2018 ESA Annual Meeting (August 5 -- 10)

COS 112-1 - Nitrogen fixation facilitates dominance of arbuscular mycorrhizal trees

Thursday, August 9, 2018: 1:30 PM
338, New Orleans Ernest N. Morial Convention Center
Nina Wurzburger1, Katherine J. Elliott2 and Chelcy Ford Miniat2, (1)Odum School of Ecology, University of Georgia, Athens, GA, (2)USDA Forest Service Southern Research Station, Coweeta Hydrologic Laboratory, Otto, NC
Background/Question/Methods

Forest ecosystem recovery following disturbance is often constrained by nitrogen. Nitrogen can be replenished through biological nitrogen fixation (BNF), but in temperate forests BNF declines rapidly after a few decades of recovery. The long term effect of such transitory BNF on forest composition is unclear. If fixed N remains in the plant-soil system it may continue to facilitate forest biomass accretion, long after N-fixers have declined. In particular, legacy BNF may also favor the establishment and growth of arbuscular mycorrhizal tree species, which appear to benefit from faster rates of nitrogen mineralization relative to ectomycorrhizal tree species. However, few datasets offer a direct test of these ideas.
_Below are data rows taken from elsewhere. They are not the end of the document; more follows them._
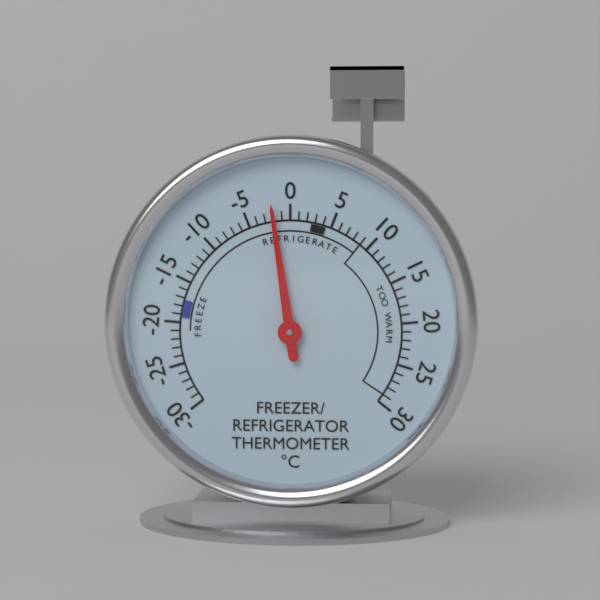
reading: -2 °C
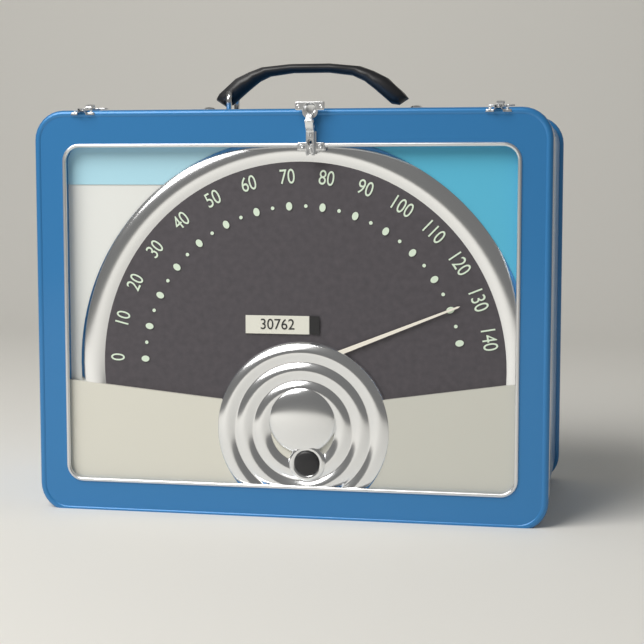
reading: 130 (no unit)
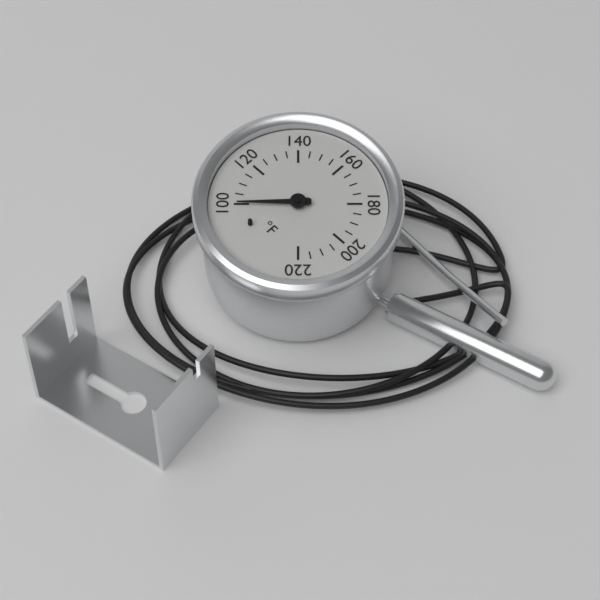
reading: 100 °F
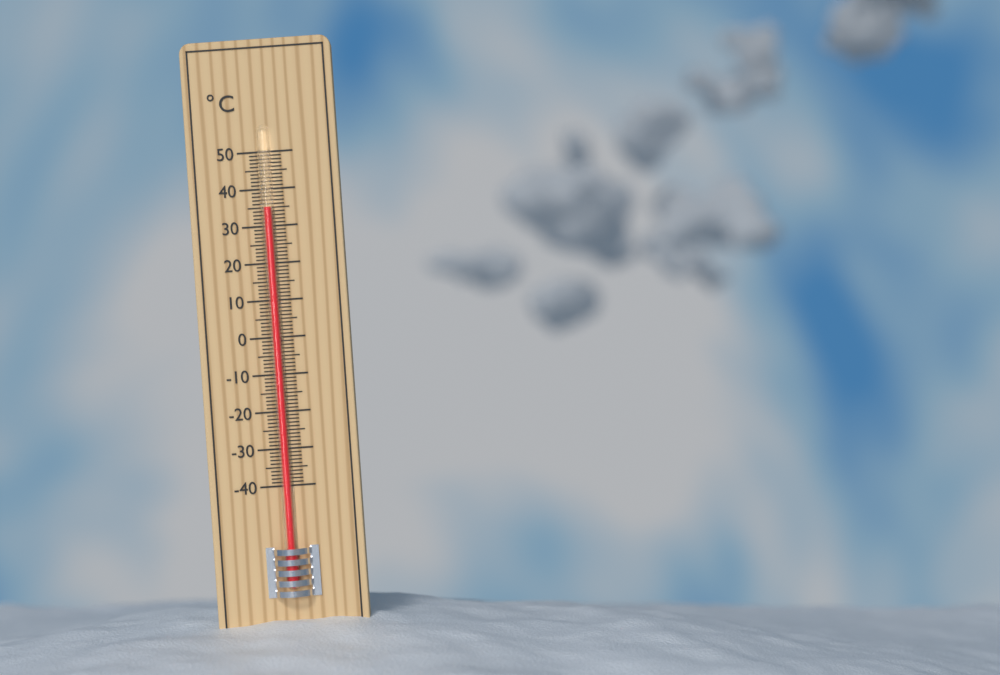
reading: 35 °C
Using a record of permanent vegetation plots at the Coweeta Hydrologic Laboratory, we estimated BNF by Robinia pseudoacacia, an early successional N-fixing tree, across forest plots over the 90 years following selective logging, and in watershed 7 (WS7) 40 years after clear-cut logging. We hypothesized that BNF would increase biomass accretion rates and the relative dominance of arbuscular mycorrhizal trees. We estimated plot-level BNF over time using relationships among stem density, age and fixation rates, and determined the role of BNF in aboveground biomass accretion rates using linear models.

Results/Conclusions

BNF by Robinia pseudoacacia varied widely across plots in the Coweeta basin and in WS7 over the first 40 years after disturbance. In the basin, median summed BNF over this period was 80 kg N/ha following the selective logging and loss of Chestnut in the 1920 and 1930s. In contrast, median summed BNF was 614 kg N/ha in the 40 years following clearcut logging in WS7. Although rates of aboveground biomass accretion were highly variable across plots, total BNF was a strong predictor of biomass accretion. The fraction of aboveground biomass comprised by arbuscular mycorrhizal tree species increased to 25% on average across the basin, 90 years after selective harvesting, and approached 50% in WS7, 40 years after clear-cut logging. In both cases, the relative dominance of arbuscular mycorrhizal trees increased as a function of BNF, and this relationship was stronger in WS7. Our findings suggest that BNF locally enriches soil nitrogen pools, thereby favoring the establishment and growth of arbuscular mycorrhizal tree species over several decades following disturbance. Such legacy effects of BNF may contribute to heterogeneity in species composition and carbon and nitrogen cycling across temperate forests.